Pre‑audit preparation. Assemble a response team comprising Danish legal counsel, the group’s transfer pricing adviser and the relevant operational managers. Conduct an internal mock audit to identify documentation gaps and pricing vulnerabilities. This proactive step, recommended by experienced commercial lawyers, can resolve issues before they crystallise into formal disputes.
Administrative appeal. Decisions by Skat can be appealed to the Tax Appeals Board (Skatteankestyrelsen) and subsequently to the National Tax Tribunal (Landsskatteretten). Administrative appeals are cost‑effective and frequently result in full or partial reversal of adjustments, particularly where documentation is robust.
Mutual Agreement Procedure (MAP). For adjustments resulting in double taxation between Denmark and Germany, the Denmark‑Germany double tax treaty provides for a MAP under which the competent authorities negotiate to eliminate double taxation. MAPs are increasingly effective in transfer pricing cases, though processing times can extend to 24 months or more.
Advance Pricing Agreements (APAs). For recurring high‑value transactions, bilateral APAs between the Danish and German tax authorities provide prospective certainty. While the process is resource‑intensive, industry observers expect APAs to become more attractive as Skat intensifies its focus on cross‑border arrangements.
Litigation. If administrative remedies are exhausted, the case may proceed to the Danish courts. Transfer pricing litigation in Denmark is complex and time‑consuming, and outcomes are unpredictable. Litigation should be treated as a last resort, pursued only where the financial exposure justifies the cost and where documentation is exceptionally strong.

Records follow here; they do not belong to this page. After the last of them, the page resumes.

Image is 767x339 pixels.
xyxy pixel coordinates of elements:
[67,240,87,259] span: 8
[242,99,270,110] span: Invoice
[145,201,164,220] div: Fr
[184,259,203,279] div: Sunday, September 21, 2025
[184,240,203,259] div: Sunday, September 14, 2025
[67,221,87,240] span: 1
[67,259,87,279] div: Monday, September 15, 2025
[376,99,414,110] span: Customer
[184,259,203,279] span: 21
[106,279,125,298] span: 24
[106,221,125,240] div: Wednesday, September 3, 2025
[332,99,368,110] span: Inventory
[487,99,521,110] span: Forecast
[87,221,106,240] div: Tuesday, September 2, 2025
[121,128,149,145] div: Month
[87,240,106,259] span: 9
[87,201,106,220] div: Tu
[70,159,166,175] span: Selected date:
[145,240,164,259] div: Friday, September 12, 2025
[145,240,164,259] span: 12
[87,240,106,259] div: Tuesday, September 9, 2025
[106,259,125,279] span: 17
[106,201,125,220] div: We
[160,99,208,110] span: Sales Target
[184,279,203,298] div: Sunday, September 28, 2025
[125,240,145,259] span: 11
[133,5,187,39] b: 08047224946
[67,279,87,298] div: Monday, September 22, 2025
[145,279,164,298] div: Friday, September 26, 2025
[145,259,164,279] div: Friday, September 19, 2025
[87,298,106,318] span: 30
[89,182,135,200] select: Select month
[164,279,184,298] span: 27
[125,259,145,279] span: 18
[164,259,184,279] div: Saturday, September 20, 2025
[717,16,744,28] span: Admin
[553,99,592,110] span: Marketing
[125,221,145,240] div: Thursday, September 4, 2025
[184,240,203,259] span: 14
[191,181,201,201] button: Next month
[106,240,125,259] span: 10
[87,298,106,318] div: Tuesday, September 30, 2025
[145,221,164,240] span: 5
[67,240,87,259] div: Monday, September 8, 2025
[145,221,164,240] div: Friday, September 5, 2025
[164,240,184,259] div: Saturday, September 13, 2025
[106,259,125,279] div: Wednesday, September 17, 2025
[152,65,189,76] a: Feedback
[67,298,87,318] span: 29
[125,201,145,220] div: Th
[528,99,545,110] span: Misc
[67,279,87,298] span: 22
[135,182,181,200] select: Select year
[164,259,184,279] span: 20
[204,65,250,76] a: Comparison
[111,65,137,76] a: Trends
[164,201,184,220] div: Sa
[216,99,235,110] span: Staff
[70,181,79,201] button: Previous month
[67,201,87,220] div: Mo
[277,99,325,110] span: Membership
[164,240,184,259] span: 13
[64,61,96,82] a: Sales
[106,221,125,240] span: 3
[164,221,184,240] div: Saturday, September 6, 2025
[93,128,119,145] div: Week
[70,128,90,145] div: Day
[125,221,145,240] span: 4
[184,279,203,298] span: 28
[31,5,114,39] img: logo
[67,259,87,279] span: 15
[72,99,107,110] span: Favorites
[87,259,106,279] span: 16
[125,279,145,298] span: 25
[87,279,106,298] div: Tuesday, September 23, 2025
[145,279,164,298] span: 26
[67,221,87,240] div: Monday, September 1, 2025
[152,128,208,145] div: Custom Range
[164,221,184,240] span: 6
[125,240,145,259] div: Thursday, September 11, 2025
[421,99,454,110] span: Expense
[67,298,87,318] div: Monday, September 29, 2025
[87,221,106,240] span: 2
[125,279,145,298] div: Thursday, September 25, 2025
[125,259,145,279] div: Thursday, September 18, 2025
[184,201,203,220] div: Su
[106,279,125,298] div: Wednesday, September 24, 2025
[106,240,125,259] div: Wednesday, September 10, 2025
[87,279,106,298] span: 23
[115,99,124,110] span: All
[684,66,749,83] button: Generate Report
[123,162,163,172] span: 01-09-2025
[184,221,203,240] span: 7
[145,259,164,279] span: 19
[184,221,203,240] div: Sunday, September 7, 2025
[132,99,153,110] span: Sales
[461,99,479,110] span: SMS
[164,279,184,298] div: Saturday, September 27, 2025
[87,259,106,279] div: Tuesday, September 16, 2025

Act 194A has recalibrated Denmark’s transfer pricing landscape. For German‑owned groups with Danish affiliates, the 2026 compliance year demands immediate action. The core decision, whether to prepare full TP documentation or confirm that the entity falls below the new thresholds, must be made now, supported by a controlled‑transaction mapping exercise and a current benchmarking study. Engaging qualified commercial lawyers in Denmark who combine transfer pricing expertise with dispute strategy experience is the most effective way to protect against penalties, defend pricing decisions under audit, and manage cross‑border pricing risk systematically.
Three immediate actions before year‑end:
This article was produced by Global Law Experts. For specialist advice on this topic, contact Anders Vestergaard at Advokaterne St Knud Torv P / S, a member of the Global Law Experts network.
posted 51 minutes ago
posted 59 minutes ago
posted 2 hours ago
posted 2 hours ago
posted 3 hours ago
posted 3 hours ago
posted 3 hours ago
posted 3 hours ago
posted 3 hours ago
posted 3 hours ago
posted 4 hours ago
posted 4 hours ago
No results available
Find the right Advisory Expert for your business
Sign up for the latest advisor briefings and news within Global Advisory Experts’ community, as well as a whole host of features, editorial and conference updates direct to your email inbox.
Naturally you can unsubscribe at any time.
Global Law Experts is dedicated to providing exceptional legal services to clients around the world. With a vast network of highly skilled and experienced lawyers, we are committed to delivering innovative and tailored solutions to meet the diverse needs of our clients in various jurisdictions.
Global Advisory Experts is dedicated to providing exceptional advisory services to clients around the world. With a vast network of highly skilled and experienced advisors, we are committed to delivering innovative and tailored solutions to meet the diverse needs of our clients in various jurisdictions.